- The paper introduces MOMENT, a modular open time-series foundation model employing masked token prediction and multi-dataset pre-training.
- The paper shows competitive performance in forecasting, imputation, classification, and anomaly detection against leading methods.
- The paper discusses scalable and transparent approaches to time-series analysis, opening avenues for multi-modal applications and further research.
MOMENT: A Family of Open Time-Series Foundation Models
This paper presents "MOMENT: A Family of Open Time-Series Foundation Models," introducing MOMENT as a modular solution for general-purpose time series analysis. Focusing on multi-dataset pre-training, MOMENT aims to provide a robust architecture capable of handling various time-series tasks such as classification, forecasting, anomaly detection, and imputation. The discussion below outlines the model's methodology, features, empirical evaluations, and potential implications.
Methodology and Architecture
MOMENT is designed around transformer models, tailored specifically for time series data by employing patch-based tokenization. The method involves:
- Patch Extraction and Embedding: Time series are segmented into fixed-length patches, which are converted into D-dimensional embeddings. The masking strategy uses special embeddings, promoting a masked token prediction mechanism that effectively learns representations without zero-padding biases.
- Pre-training Objective: MOMENT is trained using a masked time series modeling approach. The main goal is minimizing reconstruction error (MSE) of masked patches, facilitating robust feature learning across extensive datasets.
- Model Variants: MOMENT comes in different sizes analogous to T5 configurations, ranging from small (40M parameters) to large (385M parameters). This diversity ensures applicability in various deployment scenarios, aligning computational demands with available infrastructure.
Figure 1: Overview of MOMENT.
Dataset Compilation and Pre-Training
A significant contribution of MOMENT is the compilation of the Time Series Pile, a diverse collection of datasets pooled from public sources across various domains such as healthcare, finance, and nature. This database underpins MOMENT's multi-dataset pre-training strategy, ensuring the model learns generalized representations suitable for different time-series tasks.
Figure 2: Time Series Pile data splits.
Experimental Evaluation
The paper showcases extensive experiments across several tasks under limited supervision settings, demonstrating MOMENT's high adaptability:
- Forecasting & Imputation: MOMENT achieved competitive results compared to leading methods such as PatchTST and TimesNet, particularly in zero-shot forecasting and few-shot imputation settings.
- Classification & Anomaly Detection: Even in unsupervised settings, MOMENT exhibited strong performance, rivaling supervised approaches and indicating its capacities for generalized representation learning.
- Interpretability and Cross-Modality: Analysis shows that MOMENT captures essential time series characteristics such as trend and frequency modulation. Further exploration reveals its utility in cross-modal tasks, reflecting the versatile applicability akin to LLMs.
Figure 3: MOMENT can solve multiple time series analysis tasks well.
Practical Implications and Future Directions
MOMENT establishes a promising baseline for open time-series foundation models, promoting an age of adaptability and reuse in AI applications. Key implications include:
- Open Science & Transparency: The endeavors to compile comprehensive datasets and release code promote open science initiatives, setting a precedent for transparent AI methodologies.
- Scalability in Time-Series Modeling: MOMENT's architecture supports scalable solutions, encouraging further research into tokenization and model efficiency improvements.
- Multi-modal Learning: Findings encourage the exploration of learning beyond time series into integrated multi-modal settings, leveraging MOMENT's inherent flexibility.
Given its promising results, future work might explore causal attention mechanisms and further optimization of dataset mixtures to consolidate its utility across more complex domains.




Figure 4: PCA and t-SNE visualizations of representations learned by MOMENT.
Conclusion
MOMENT emerges as a pivotal tool in time-series analytics, with robust architecture and comprehensive data support underscoring its capabilities. Its openness and multidisciplinary approach invite further collaboration and innovation across the AI research community, paving the way for next-generation analytics utilizing foundation models.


**Exercise aim:** Take every line from the material that has the word "Economist" in it.
------------------------------------------------------------------------
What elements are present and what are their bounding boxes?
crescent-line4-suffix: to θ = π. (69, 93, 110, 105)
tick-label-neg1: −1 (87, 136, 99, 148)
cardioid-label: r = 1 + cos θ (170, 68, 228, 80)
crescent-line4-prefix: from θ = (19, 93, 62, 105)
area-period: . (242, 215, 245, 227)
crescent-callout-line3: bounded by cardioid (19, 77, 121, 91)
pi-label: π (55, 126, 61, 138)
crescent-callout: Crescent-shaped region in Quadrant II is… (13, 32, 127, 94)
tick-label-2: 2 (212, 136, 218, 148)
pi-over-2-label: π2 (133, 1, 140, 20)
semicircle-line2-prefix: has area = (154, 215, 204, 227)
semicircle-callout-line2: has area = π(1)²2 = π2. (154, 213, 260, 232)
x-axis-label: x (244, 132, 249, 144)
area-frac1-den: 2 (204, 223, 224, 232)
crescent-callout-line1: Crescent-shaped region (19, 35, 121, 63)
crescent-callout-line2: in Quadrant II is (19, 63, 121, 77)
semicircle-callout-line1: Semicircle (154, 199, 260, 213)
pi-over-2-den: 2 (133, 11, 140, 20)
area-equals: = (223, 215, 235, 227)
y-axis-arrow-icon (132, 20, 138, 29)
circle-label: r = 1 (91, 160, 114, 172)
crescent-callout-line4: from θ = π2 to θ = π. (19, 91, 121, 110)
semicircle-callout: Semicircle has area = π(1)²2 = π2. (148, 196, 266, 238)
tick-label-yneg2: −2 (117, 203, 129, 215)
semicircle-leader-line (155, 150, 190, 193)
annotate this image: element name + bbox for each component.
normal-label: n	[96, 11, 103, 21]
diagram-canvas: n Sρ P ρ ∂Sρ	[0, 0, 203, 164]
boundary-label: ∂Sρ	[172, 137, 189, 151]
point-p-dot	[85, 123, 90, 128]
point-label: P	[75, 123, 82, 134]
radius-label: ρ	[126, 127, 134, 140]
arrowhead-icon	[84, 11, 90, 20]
------------------------------------------------------------------------
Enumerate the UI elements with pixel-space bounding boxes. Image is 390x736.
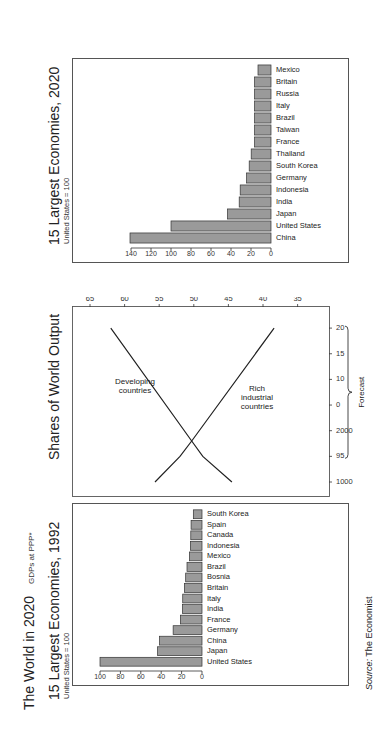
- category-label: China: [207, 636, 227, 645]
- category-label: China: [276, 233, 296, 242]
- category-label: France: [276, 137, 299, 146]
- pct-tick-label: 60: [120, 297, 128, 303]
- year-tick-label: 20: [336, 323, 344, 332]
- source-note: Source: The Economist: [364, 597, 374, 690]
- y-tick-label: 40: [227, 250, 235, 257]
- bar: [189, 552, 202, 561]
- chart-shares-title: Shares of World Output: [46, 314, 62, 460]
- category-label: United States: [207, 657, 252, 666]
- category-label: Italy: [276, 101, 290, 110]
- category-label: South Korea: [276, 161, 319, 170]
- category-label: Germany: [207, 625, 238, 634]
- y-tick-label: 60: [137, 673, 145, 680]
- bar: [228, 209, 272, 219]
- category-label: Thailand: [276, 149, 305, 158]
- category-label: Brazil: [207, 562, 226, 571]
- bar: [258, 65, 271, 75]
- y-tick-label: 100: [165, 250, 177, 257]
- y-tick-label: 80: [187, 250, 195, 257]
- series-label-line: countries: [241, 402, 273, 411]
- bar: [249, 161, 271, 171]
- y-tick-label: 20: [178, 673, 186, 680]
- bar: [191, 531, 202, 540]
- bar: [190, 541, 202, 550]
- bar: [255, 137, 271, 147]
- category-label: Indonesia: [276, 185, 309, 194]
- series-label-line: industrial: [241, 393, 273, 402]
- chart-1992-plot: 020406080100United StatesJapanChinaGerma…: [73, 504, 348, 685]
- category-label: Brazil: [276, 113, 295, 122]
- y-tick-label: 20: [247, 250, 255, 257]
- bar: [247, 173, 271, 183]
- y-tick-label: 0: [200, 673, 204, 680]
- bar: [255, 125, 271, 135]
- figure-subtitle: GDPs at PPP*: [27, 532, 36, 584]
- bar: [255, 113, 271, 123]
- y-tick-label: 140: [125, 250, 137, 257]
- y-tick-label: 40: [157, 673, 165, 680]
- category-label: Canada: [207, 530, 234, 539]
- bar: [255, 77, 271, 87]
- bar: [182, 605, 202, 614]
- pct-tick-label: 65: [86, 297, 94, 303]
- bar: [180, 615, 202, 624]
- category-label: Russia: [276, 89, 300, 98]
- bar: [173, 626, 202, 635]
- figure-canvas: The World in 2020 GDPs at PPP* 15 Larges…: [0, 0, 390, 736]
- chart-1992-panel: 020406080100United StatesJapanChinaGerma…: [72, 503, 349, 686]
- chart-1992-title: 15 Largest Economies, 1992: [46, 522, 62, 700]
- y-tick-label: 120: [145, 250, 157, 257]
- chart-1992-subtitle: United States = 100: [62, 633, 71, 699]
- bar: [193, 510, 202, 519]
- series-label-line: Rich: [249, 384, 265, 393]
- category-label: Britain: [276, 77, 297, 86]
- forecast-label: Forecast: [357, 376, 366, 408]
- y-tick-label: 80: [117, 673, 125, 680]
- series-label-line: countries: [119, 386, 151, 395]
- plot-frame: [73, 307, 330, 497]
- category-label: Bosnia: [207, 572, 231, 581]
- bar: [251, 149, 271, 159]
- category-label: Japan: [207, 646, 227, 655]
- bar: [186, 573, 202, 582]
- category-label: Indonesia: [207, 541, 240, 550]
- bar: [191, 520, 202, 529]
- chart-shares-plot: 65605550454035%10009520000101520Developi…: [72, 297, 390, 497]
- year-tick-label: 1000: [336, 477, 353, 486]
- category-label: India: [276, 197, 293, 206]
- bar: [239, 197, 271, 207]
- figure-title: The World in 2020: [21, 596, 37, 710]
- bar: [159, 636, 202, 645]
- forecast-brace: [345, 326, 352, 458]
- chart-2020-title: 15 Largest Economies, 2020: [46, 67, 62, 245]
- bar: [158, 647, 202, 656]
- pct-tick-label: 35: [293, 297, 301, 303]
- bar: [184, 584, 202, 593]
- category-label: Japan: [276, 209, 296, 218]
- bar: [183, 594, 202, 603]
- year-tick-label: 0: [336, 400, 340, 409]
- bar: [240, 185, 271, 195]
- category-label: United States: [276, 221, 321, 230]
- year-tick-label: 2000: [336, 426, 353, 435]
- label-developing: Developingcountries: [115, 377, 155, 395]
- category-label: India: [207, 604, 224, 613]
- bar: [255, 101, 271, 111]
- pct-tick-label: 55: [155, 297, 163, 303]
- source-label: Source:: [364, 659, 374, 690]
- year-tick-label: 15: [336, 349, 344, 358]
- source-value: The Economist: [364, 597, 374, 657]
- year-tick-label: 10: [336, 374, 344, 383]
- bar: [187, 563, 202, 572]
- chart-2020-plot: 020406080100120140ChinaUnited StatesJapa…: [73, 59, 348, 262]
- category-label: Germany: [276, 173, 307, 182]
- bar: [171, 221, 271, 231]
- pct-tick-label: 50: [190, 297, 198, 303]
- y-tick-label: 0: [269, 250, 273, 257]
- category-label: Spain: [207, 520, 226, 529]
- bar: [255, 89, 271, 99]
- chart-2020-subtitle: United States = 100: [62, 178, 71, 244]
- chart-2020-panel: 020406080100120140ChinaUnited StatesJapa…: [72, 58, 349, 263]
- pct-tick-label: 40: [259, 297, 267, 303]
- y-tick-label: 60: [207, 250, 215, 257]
------------------------------------------------------------------------
**Result:**
- source-note: Source: The Economist: [364, 597, 374, 690]
- source-value: The Economist: [364, 597, 374, 657]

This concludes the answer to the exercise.